Keynote panel
Q: Motorola guy: Why should I believe that J2EE will withstand the .NET
onslought?
A.Cliff: IBM
A.Mark: people may not want vendor lock-in. People aren't putting all
their IP into .NET.
A.Rod: projects are succeeding
A.Cliff: Band together to fight MS. JCP. Open Source influencing JCP.
A.Gregor Hohpe: JCP: give us your idea, Sun owns it. MS: give us your
idea, we hire you. It's about developer mindshare. The stuff that is
most pervasive, is the stuff that's no-one talks about any more. Cobol,
C++. There aren't that many Cobol conferences, but many businesses are
running their businesses on it. People like choices, but not too mant
choices.
A.Linda: agree. We have a competitive technology market of our own,
therefore, we have the benefit of having these technologies compete
against each other.
A.Mark: No one does COM any more?
A.Gregor: doch. But new development is outweighed by maintenance many
times over. There is lots of COM out there. MS did lose some of the VB
community with ASP.NET.
Floyd: MS has sent out invitations to developers that are neutral to
hostile to .NET.
Rod: there is some growth in .NET open source things. How long will EJB
and J2EE live?
A.Dion: waiting for the next thing.
A.Mark: Look at core of Java and MS. Java: boundaires: JVM, libraries.
Enables independent evolution. .NET: boundary is Windows. Can't evolve
independently. Personal: but can't MS just introduce this boundary?
A.Rod: MS community is very pragmatic. Let's learn from it.
Audience: I like SOA. Why are you guys dissing it?
A.Gregor: It's coming, but it's not displacing.
A.Rod: SOA is coming, but slowly than it seems. J2EE App Server is
becoming a commodity.
Q: Does it make sense to bring in loosly typed objects directly into
Java?
A.Mark: JAXB is going to this.
A.Cliff: Apache XMLBeans is out there.
A.Dion: EcmaScript for XML, E4X, has this.
Q.Rod: What's happening with Groovy?
A.Dion: It's a JSR, it shouldn't be. What else can we do on the JVM.
A.Cliff: Open source is a better venue for early collaboration than JCP,
because the vendor nature of JCP.
Q: J12004: we're going after MS developers. It hasn't happened. Why?
A.Gregor: Java makes people waste too much time on versionitis.
A.Mark: He thinks the component area with JSF is where we can make some
headway.
A.Rod: Tools are still not as good as MS.
Q.Nike: missing in java: the nightly batch run. Not a lot of support
for transactionality from a batch process.
A.Rod: Agree. We're not giving any attention.
A.Mark: Agree. Platform is oriented to interactive "real time" apps,
not batch apps.
Q. Putting JSF into J2EE seems to be a marketing thing. Will this have
a negative framework for other frameworks?
A.Cliff: Still the same. People will choose, even if it's in J2EE.
A.Rod: Persistence: there is some clarity in the winner. In the web
space, not yet. It'll be interesting to see who wins.
A.Mark: I don't think that bundling JSF won't stop other frameworks from
existing out there.
A.Dion: Depends on the kind of app you're building.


WORK TO COMPLETE.
From the records that follow, give the number of lines that include the word "normalized", with no further words.

Excerpts from a dataset.

════════════════

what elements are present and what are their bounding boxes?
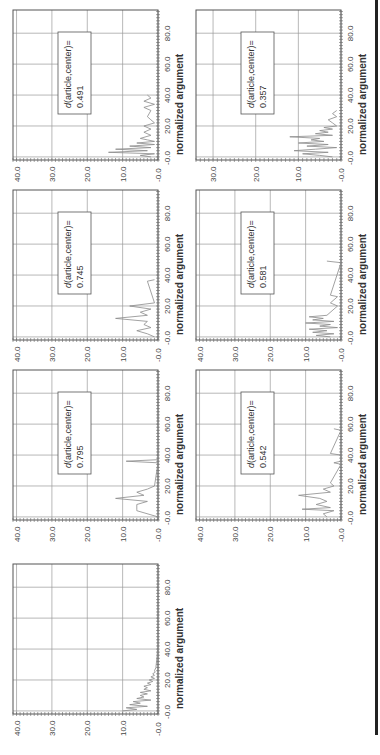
argument-tick-label: -0.0 xyxy=(346,511,355,525)
annotation-value: 0.745 xyxy=(75,265,85,288)
argument-tick-label: 80.0 xyxy=(163,385,172,401)
data-series xyxy=(116,460,158,517)
data-series xyxy=(290,111,337,157)
annotation-value: 0.542 xyxy=(258,445,268,468)
annotation-label: d(article,center)= xyxy=(246,40,256,108)
argument-tick-label: 60.0 xyxy=(163,610,172,626)
value-tick-label: 20.0 xyxy=(266,526,275,542)
argument-tick-label: 60.0 xyxy=(346,236,355,252)
panel-6: -0.010.020.030.040.0-0.020.040.060.080.0… xyxy=(183,360,373,538)
argument-tick-label: 40.0 xyxy=(163,267,172,283)
argument-tick-label: 80.0 xyxy=(163,25,172,41)
axis-label: normalized argument xyxy=(357,53,368,155)
annotation-value: 0.581 xyxy=(258,265,268,288)
argument-tick-label: 80.0 xyxy=(346,25,355,41)
panel-5: -0.010.020.030.040.0-0.020.040.060.080.0… xyxy=(183,180,373,358)
annotation-value: 0.491 xyxy=(75,85,85,108)
argument-tick-label: 60.0 xyxy=(163,236,172,252)
panel-2: -0.010.020.030.040.0-0.020.040.060.080.0… xyxy=(0,180,190,358)
panel-4: -0.010.020.030.0-0.020.040.060.080.0norm… xyxy=(183,0,373,178)
argument-tick-label: 60.0 xyxy=(163,416,172,432)
panel-1: -0.010.020.030.040.0-0.020.040.060.080.0… xyxy=(0,0,190,178)
argument-tick-label: 20.0 xyxy=(163,298,172,314)
argument-tick-label: -0.0 xyxy=(163,511,172,525)
panel-aggregate: -0.010.020.030.040.0-0.020.040.060.080.0… xyxy=(0,554,190,732)
argument-tick-label: 80.0 xyxy=(346,385,355,401)
argument-tick-label: 40.0 xyxy=(346,447,355,463)
value-tick-label: 10.0 xyxy=(302,526,311,542)
page-rule xyxy=(375,0,378,735)
argument-tick-label: 40.0 xyxy=(163,641,172,657)
grid xyxy=(13,564,158,714)
argument-tick-label: -0.0 xyxy=(346,331,355,345)
argument-tick-label: 60.0 xyxy=(346,56,355,72)
plot-frame xyxy=(13,564,158,714)
value-tick-label: 40.0 xyxy=(13,526,22,542)
data-series xyxy=(116,280,155,337)
value-tick-label: -0.0 xyxy=(337,528,346,542)
axis-label: normalized argument xyxy=(357,233,368,335)
argument-tick-label: 80.0 xyxy=(163,205,172,221)
argument-tick-label: -0.0 xyxy=(163,151,172,165)
data-series xyxy=(299,429,341,517)
value-tick-label: 40.0 xyxy=(196,526,205,542)
argument-tick-label: 60.0 xyxy=(346,416,355,432)
value-tick-label: -0.0 xyxy=(154,722,163,736)
argument-tick-label: 20.0 xyxy=(346,298,355,314)
argument-tick-label: 80.0 xyxy=(163,579,172,595)
annotation-label: d(article,center)= xyxy=(63,400,73,468)
argument-tick-label: -0.0 xyxy=(163,705,172,719)
annotation-label: d(article,center)= xyxy=(63,40,73,108)
annotation-label: d(article,center)= xyxy=(63,220,73,288)
argument-tick-label: 40.0 xyxy=(346,267,355,283)
argument-tick-label: 20.0 xyxy=(346,478,355,494)
argument-tick-label: 40.0 xyxy=(346,87,355,103)
value-tick-label: 10.0 xyxy=(119,526,128,542)
value-tick-label: -0.0 xyxy=(154,528,163,542)
annotation-value: 0.357 xyxy=(258,85,268,108)
annotation-label: d(article,center)= xyxy=(246,220,256,288)
value-tick-label: 10.0 xyxy=(119,720,128,736)
argument-tick-label: 60.0 xyxy=(163,56,172,72)
value-tick-label: 30.0 xyxy=(231,526,240,542)
argument-tick-label: -0.0 xyxy=(346,151,355,165)
data-series xyxy=(306,261,341,337)
value-tick-label: 30.0 xyxy=(48,720,57,736)
minor-ticks xyxy=(13,566,160,716)
annotation-label: d(article,center)= xyxy=(246,400,256,468)
argument-tick-label: 40.0 xyxy=(163,87,172,103)
value-tick-label: 30.0 xyxy=(48,526,57,542)
argument-tick-label: 20.0 xyxy=(163,118,172,134)
annotation-value: 0.795 xyxy=(75,445,85,468)
value-tick-label: 20.0 xyxy=(83,720,92,736)
value-tick-label: 20.0 xyxy=(83,526,92,542)
argument-tick-label: -0.0 xyxy=(163,331,172,345)
value-tick-label: 40.0 xyxy=(13,720,22,736)
panel-3: -0.010.020.030.040.0-0.020.040.060.080.0… xyxy=(0,360,190,538)
axis-label: normalized argument xyxy=(174,607,185,709)
axis-label: normalized argument xyxy=(357,413,368,515)
argument-tick-label: 20.0 xyxy=(163,672,172,688)
argument-tick-label: 80.0 xyxy=(346,205,355,221)
argument-tick-label: 20.0 xyxy=(163,478,172,494)
argument-tick-label: 20.0 xyxy=(346,118,355,134)
argument-tick-label: 40.0 xyxy=(163,447,172,463)
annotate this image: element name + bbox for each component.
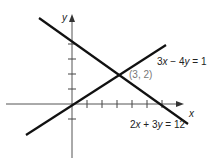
y-axis-label: y	[61, 12, 68, 23]
intersection-label: (3, 2)	[129, 69, 152, 80]
graph-diagram: y x (3, 2) 3x − 4y = 1 2x + 3y = 12	[0, 0, 210, 163]
x-axis-arrow-icon	[176, 101, 184, 107]
line-2x-plus-3y-eq-12	[39, 18, 188, 124]
x-axis-label: x	[188, 108, 195, 119]
y-axis-arrow-icon	[69, 14, 75, 22]
line-label-2x-plus-3y: 2x + 3y = 12	[130, 119, 185, 130]
line-label-3x-minus-4y: 3x − 4y = 1	[157, 56, 207, 67]
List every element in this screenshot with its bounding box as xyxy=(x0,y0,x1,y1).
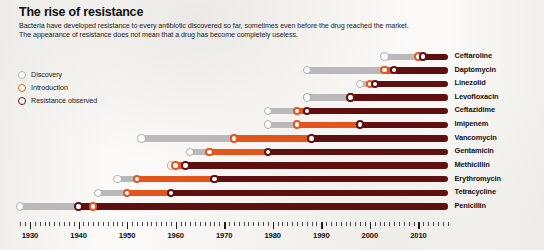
axis-tick-minor xyxy=(278,222,279,226)
axis-tick-minor xyxy=(409,222,410,226)
axis-tick-minor xyxy=(161,222,162,226)
axis-tick-label: 1930 xyxy=(22,231,39,240)
axis-tick-major xyxy=(321,222,322,229)
axis-tick-minor xyxy=(54,222,55,226)
axis-tick-minor xyxy=(302,222,303,226)
axis-tick-minor xyxy=(185,222,186,226)
infographic-sheet: The rise of resistance Bacteria have dev… xyxy=(0,0,544,250)
axis-tick-minor xyxy=(113,222,114,226)
axis-tick-minor xyxy=(297,222,298,226)
axis-tick-label: 1940 xyxy=(70,231,87,240)
axis-tick-minor xyxy=(375,222,376,226)
axis-tick-minor xyxy=(64,222,65,226)
axis-tick-minor xyxy=(117,222,118,226)
axis-tick-minor xyxy=(156,222,157,226)
axis-tick-minor xyxy=(151,222,152,226)
axis-tick-minor xyxy=(103,222,104,226)
axis-tick-minor xyxy=(443,222,444,226)
axis-tick-minor xyxy=(365,222,366,226)
axis-tick-minor xyxy=(25,222,26,226)
axis-tick-label: 2010 xyxy=(410,231,427,240)
axis-tick-minor xyxy=(195,222,196,226)
axis-tick-minor xyxy=(205,222,206,226)
axis-tick-minor xyxy=(341,222,342,226)
axis-tick-minor xyxy=(69,222,70,226)
axis-tick-major xyxy=(127,222,128,229)
axis-tick-minor xyxy=(137,222,138,226)
axis-tick-major xyxy=(370,222,371,229)
axis-tick-minor xyxy=(438,222,439,226)
axis-tick-label: 1950 xyxy=(119,231,136,240)
axis-tick-minor xyxy=(282,222,283,226)
axis-tick-minor xyxy=(384,222,385,226)
axis-tick-minor xyxy=(93,222,94,226)
axis-tick-label: 2000 xyxy=(362,231,379,240)
axis-tick-minor xyxy=(433,222,434,226)
axis-tick-major xyxy=(418,222,419,229)
axis-tick-minor xyxy=(287,222,288,226)
axis-tick-minor xyxy=(360,222,361,226)
axis-tick-minor xyxy=(331,222,332,226)
axis-tick-minor xyxy=(181,222,182,226)
axis-tick-minor xyxy=(316,222,317,226)
axis-tick-minor xyxy=(355,222,356,226)
axis-tick-minor xyxy=(404,222,405,226)
axis-tick-minor xyxy=(414,222,415,226)
axis-tick-minor xyxy=(171,222,172,226)
axis-tick-minor xyxy=(292,222,293,226)
axis-tick-major xyxy=(30,222,31,229)
axis-tick-minor xyxy=(312,222,313,226)
axis-tick-label: 1990 xyxy=(313,231,330,240)
axis-tick-minor xyxy=(132,222,133,226)
axis-tick-minor xyxy=(389,222,390,226)
axis-tick-minor xyxy=(346,222,347,226)
axis-tick-minor xyxy=(263,222,264,226)
axis-tick-minor xyxy=(74,222,75,226)
axis-tick-minor xyxy=(210,222,211,226)
axis-tick-minor xyxy=(234,222,235,226)
axis-tick-label: 1970 xyxy=(216,231,233,240)
x-axis: 193019401950196019701980199020002010 xyxy=(0,0,544,250)
axis-tick-minor xyxy=(88,222,89,226)
axis-tick-major xyxy=(79,222,80,229)
axis-tick-minor xyxy=(307,222,308,226)
axis-tick-minor xyxy=(253,222,254,226)
axis-tick-minor xyxy=(49,222,50,226)
axis-tick-major xyxy=(224,222,225,229)
axis-tick-minor xyxy=(83,222,84,226)
axis-tick-minor xyxy=(229,222,230,226)
axis-tick-minor xyxy=(326,222,327,226)
axis-tick-minor xyxy=(239,222,240,226)
axis-tick-minor xyxy=(108,222,109,226)
axis-tick-minor xyxy=(40,222,41,226)
axis-tick-minor xyxy=(190,222,191,226)
axis-tick-major xyxy=(176,222,177,229)
axis-tick-minor xyxy=(258,222,259,226)
axis-tick-label: 1980 xyxy=(265,231,282,240)
axis-tick-minor xyxy=(122,222,123,226)
axis-tick-minor xyxy=(423,222,424,226)
axis-tick-minor xyxy=(142,222,143,226)
axis-tick-minor xyxy=(350,222,351,226)
axis-tick-minor xyxy=(428,222,429,226)
axis-tick-label: 1960 xyxy=(167,231,184,240)
axis-tick-minor xyxy=(20,222,21,226)
axis-tick-minor xyxy=(147,222,148,226)
axis-tick-minor xyxy=(98,222,99,226)
axis-tick-minor xyxy=(244,222,245,226)
axis-tick-minor xyxy=(166,222,167,226)
axis-tick-minor xyxy=(394,222,395,226)
axis-tick-minor xyxy=(35,222,36,226)
axis-tick-minor xyxy=(59,222,60,226)
axis-tick-minor xyxy=(248,222,249,226)
axis-tick-minor xyxy=(336,222,337,226)
axis-tick-minor xyxy=(268,222,269,226)
axis-tick-minor xyxy=(200,222,201,226)
axis-tick-minor xyxy=(214,222,215,226)
axis-tick-minor xyxy=(45,222,46,226)
axis-tick-major xyxy=(273,222,274,229)
axis-tick-minor xyxy=(219,222,220,226)
axis-tick-minor xyxy=(380,222,381,226)
axis-tick-minor xyxy=(399,222,400,226)
axis-tick-minor xyxy=(448,222,449,226)
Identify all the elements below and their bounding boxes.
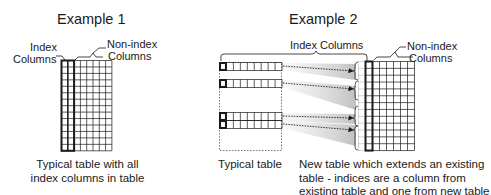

════════════════

RESULT FOR THIS TASK.
4